Experimenting with Entrepreneurship: The Effect of Job-Protected Leave (with Josh Gottleib and Ting Xu)
Do potential entrepreneurs remain in wage employment because of the danger that they will face worse job opportunities should their entrepreneurial ventures fail? Using a Canadian reform that extended job-protected leave to one year for women giving birth after a cutoff date, we study whether the option to return to a previous job increases entrepreneurship. A regression discontinuity design reveals that longer job-protected leave increases entrepreneurship by 1.8 percentage points. The results are driven by more educated entrepreneurs, starting firms that survive at least five years and hire paid employees, in industries where experimentation is more valuable.

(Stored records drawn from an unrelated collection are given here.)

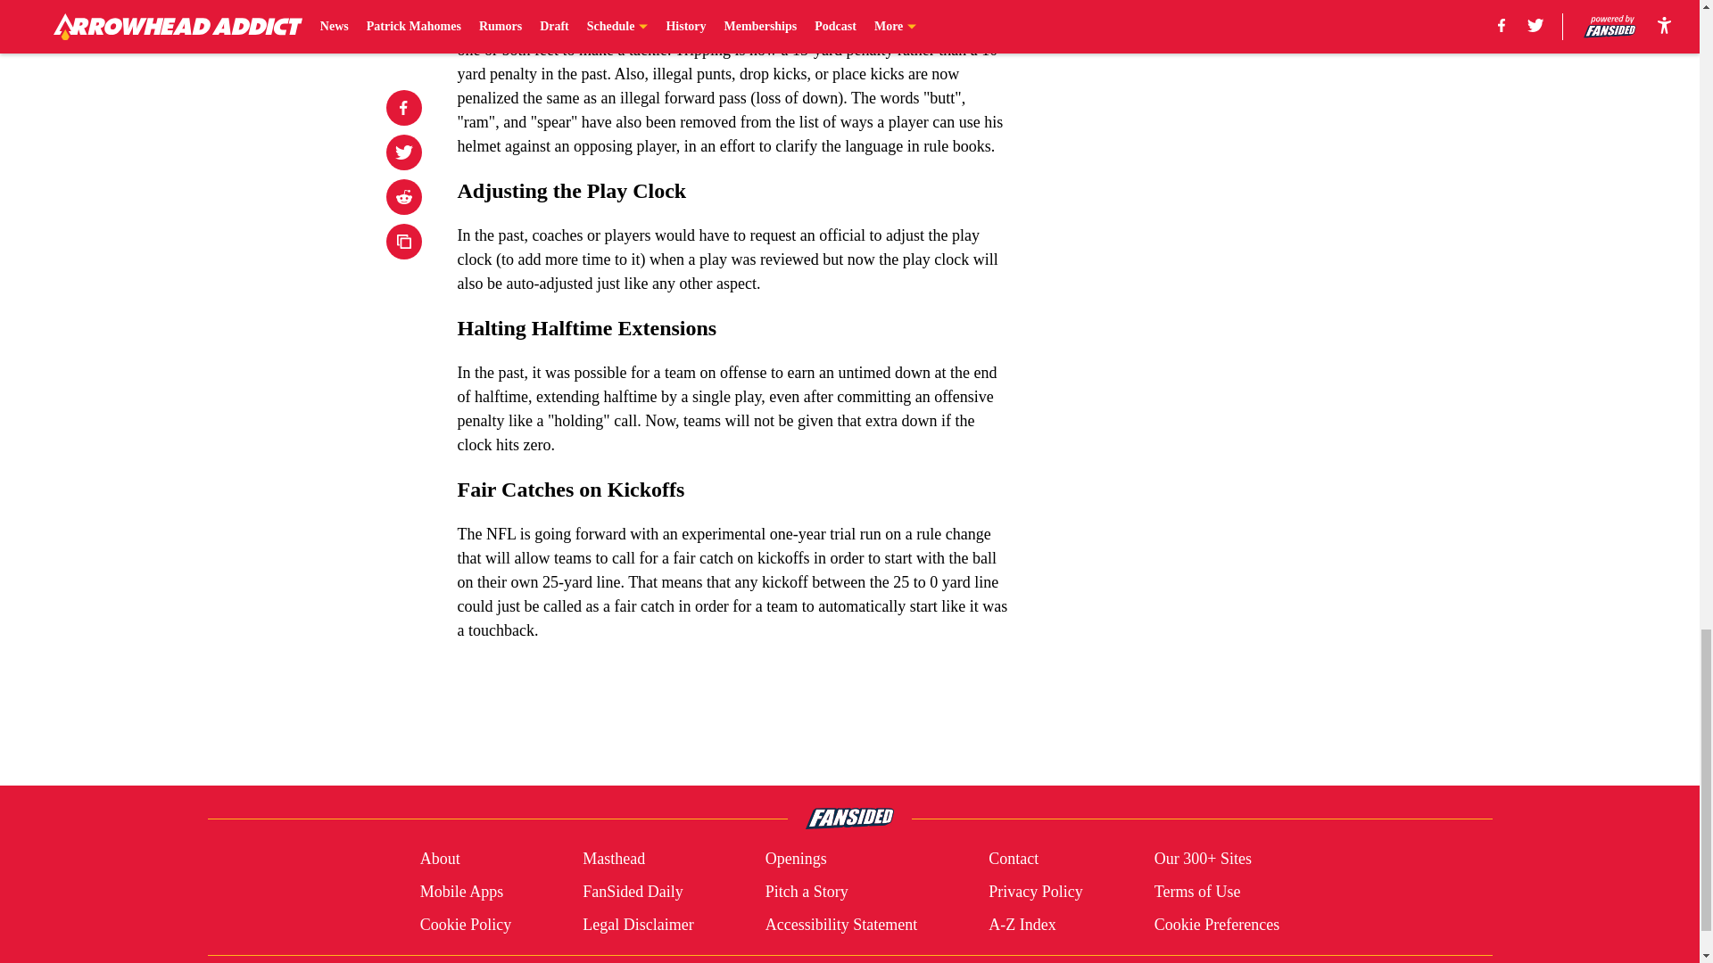 The width and height of the screenshot is (1713, 963). Describe the element at coordinates (637, 924) in the screenshot. I see `Legal Disclaimer` at that location.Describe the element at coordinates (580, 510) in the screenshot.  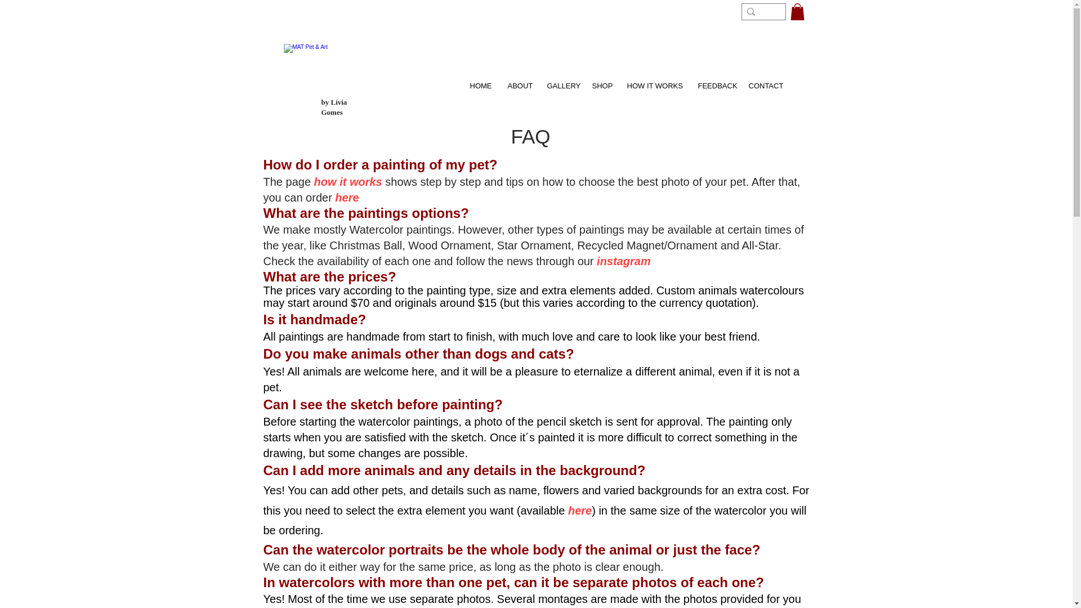
I see `here` at that location.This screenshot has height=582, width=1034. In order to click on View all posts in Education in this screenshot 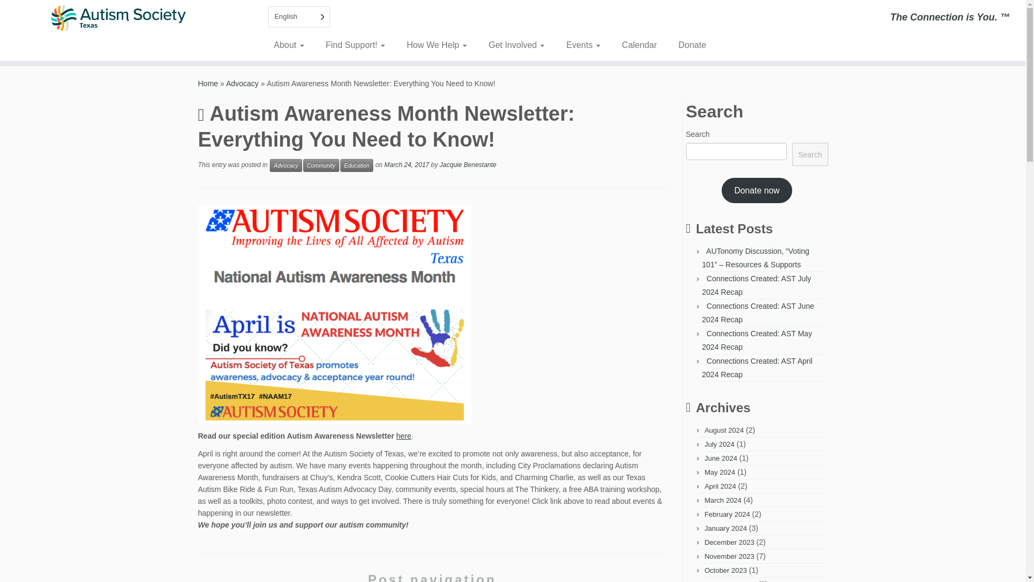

Learning From Luck: Evidence From Mutual Fund Managers
This paper uses data on mutual fund managers to examine whether success breeds confidence. I find that the better a manager performs in a given year, the bolder the investments he tends to make in the following year. Next, I investigate whether observably lucky success breeds confidence as well. I isolate lucky success in two ways. First, I estimate success that is due to market-timing and not stock-picking. Second, I estimate success that is due to the market shock that followed September 11th. In both cases, I find evidence that lucky managers indeed become more confident in themselves, apparently attributing some of their good fortune to their own ability.